[WHAT THE EXERCISE ASKS]
Within the records below, repeat each line exactly but keep every picture out of the copy.

[EXERCISE INPUTS Boundary: Start]

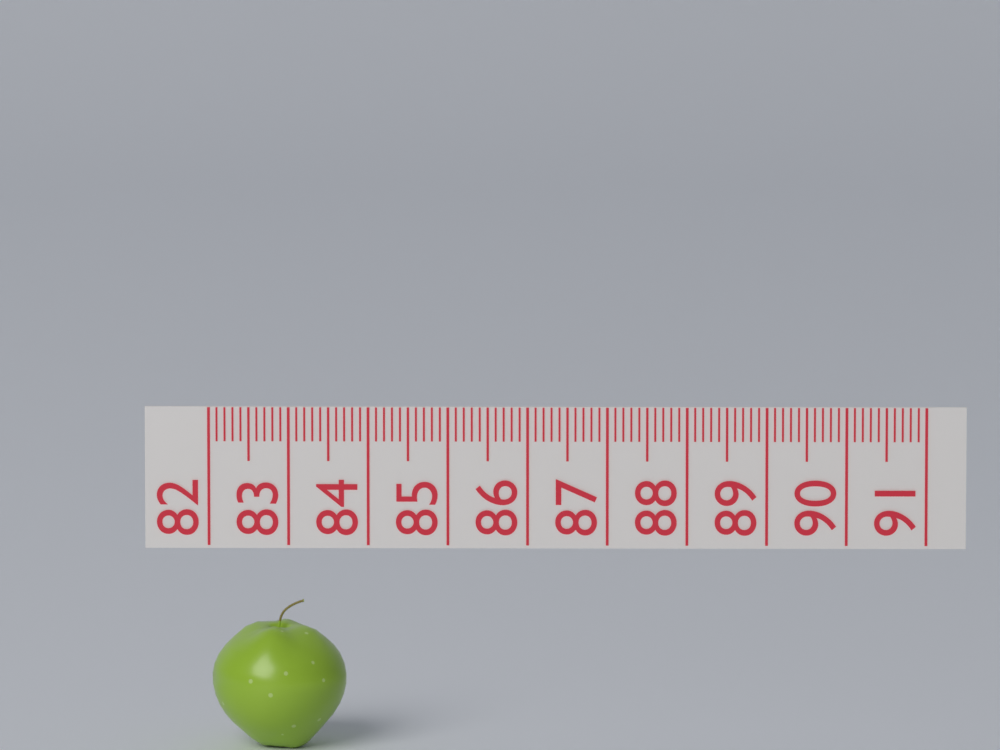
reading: 83.7 (no unit)
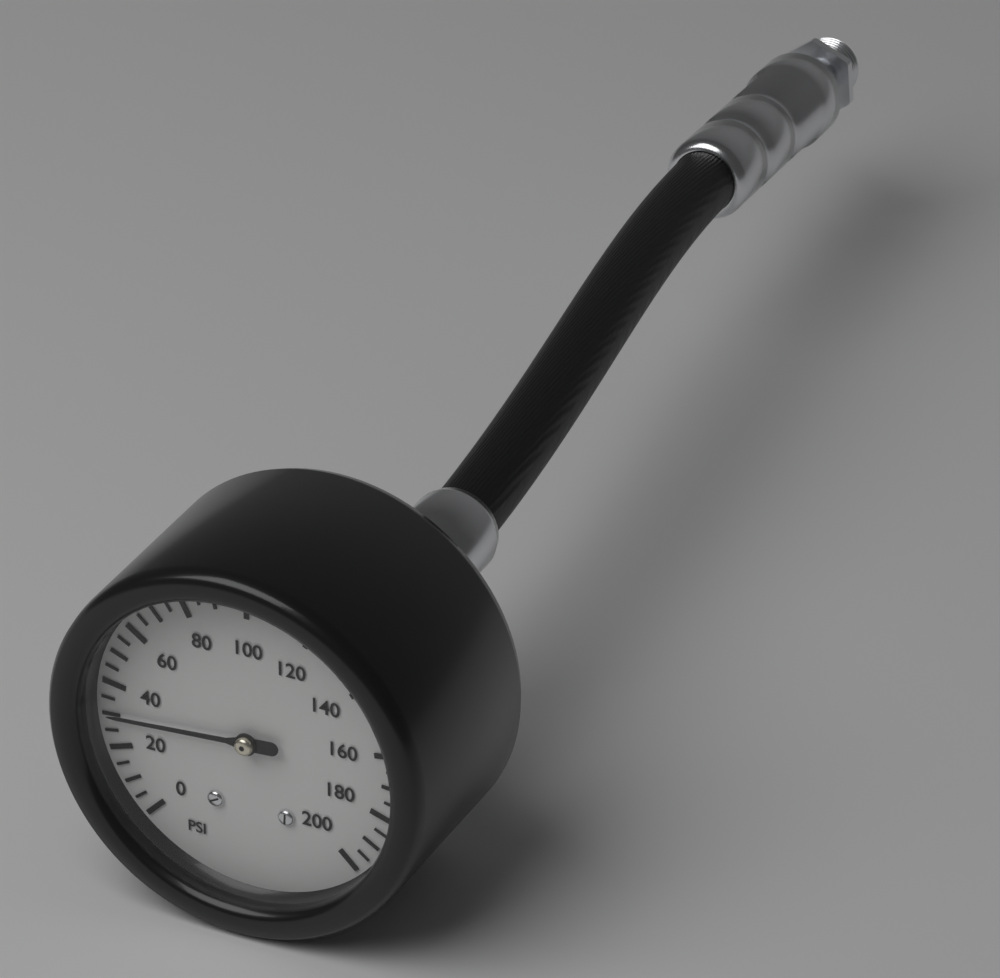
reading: 30 psi
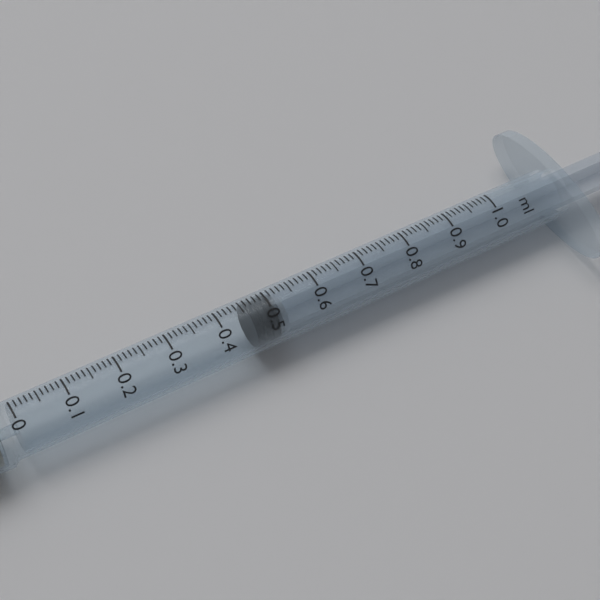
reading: 0.46 ml
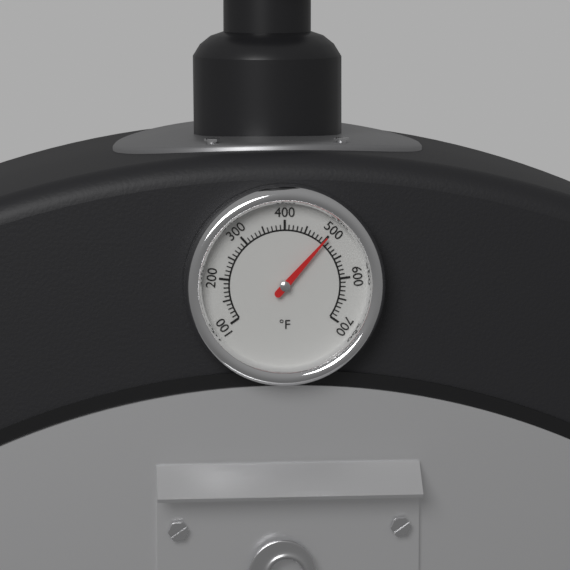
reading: 500 °F
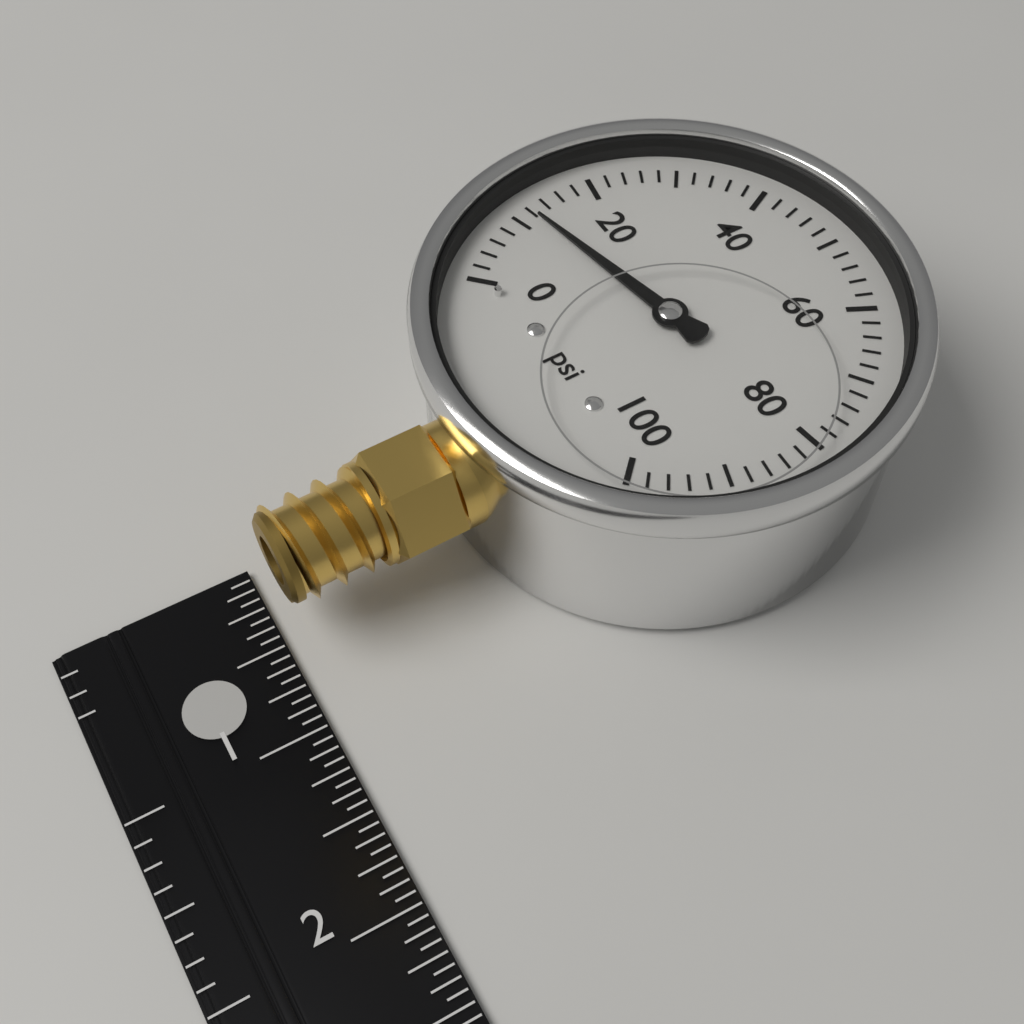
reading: 12 psi
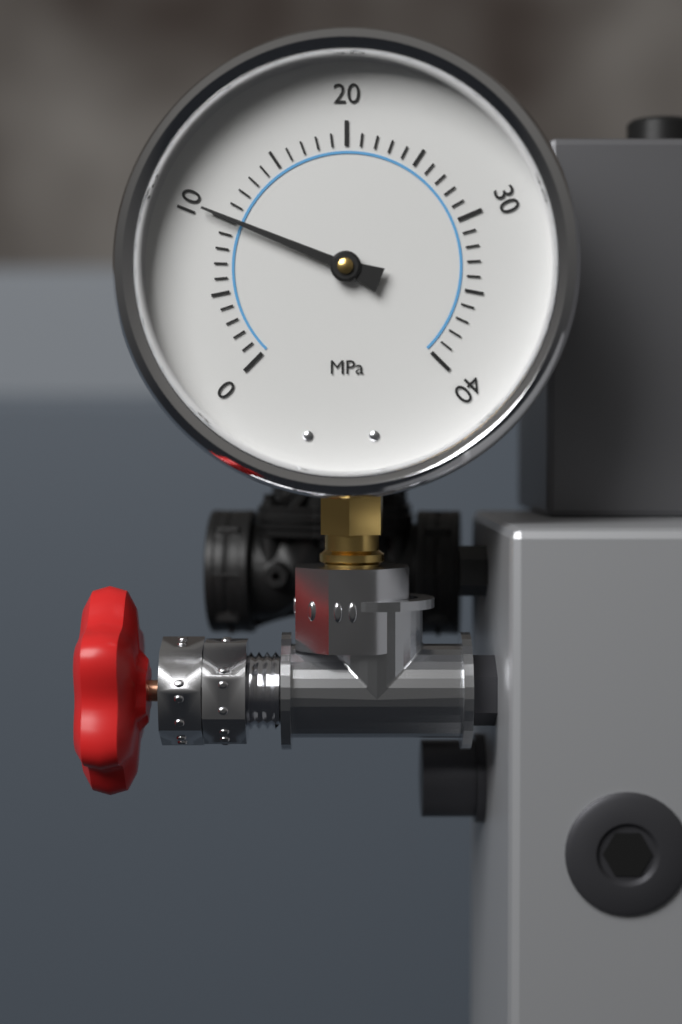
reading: 10 MPa
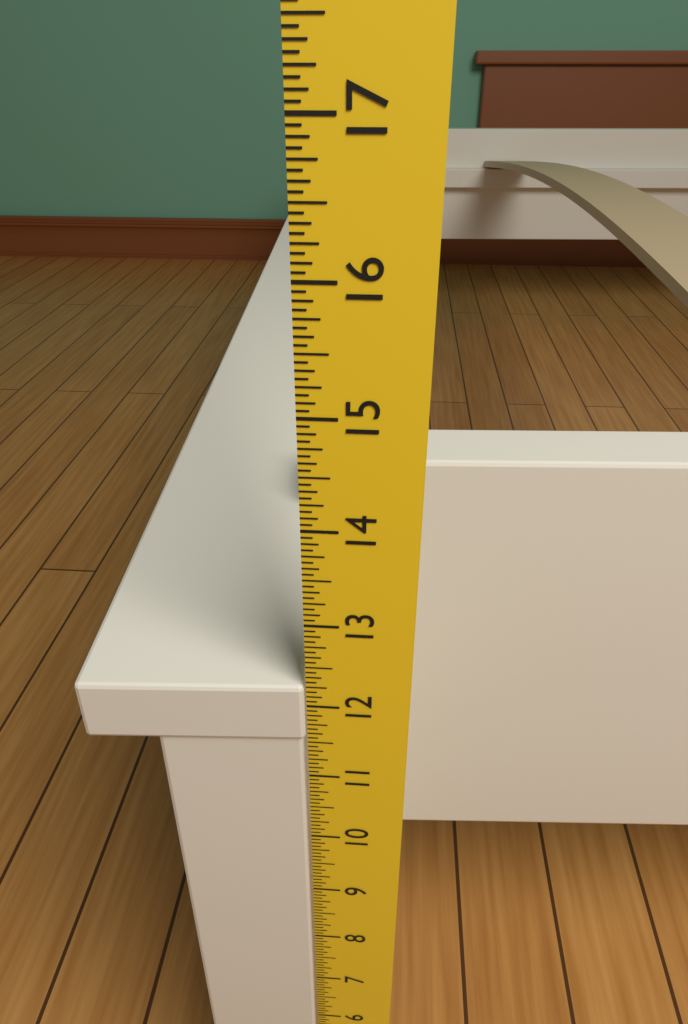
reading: 12.2500 in
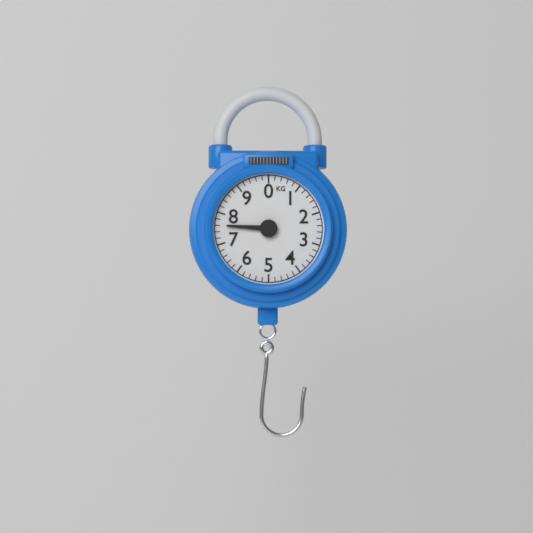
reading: 7.6 kg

[EXERCISE INPUTS Boundary: End]

[REPLY]
reading: 83.7 (no unit)
reading: 30 psi
reading: 0.46 ml
reading: 500 °F
reading: 12 psi
reading: 10 MPa
reading: 12.2500 in
reading: 7.6 kg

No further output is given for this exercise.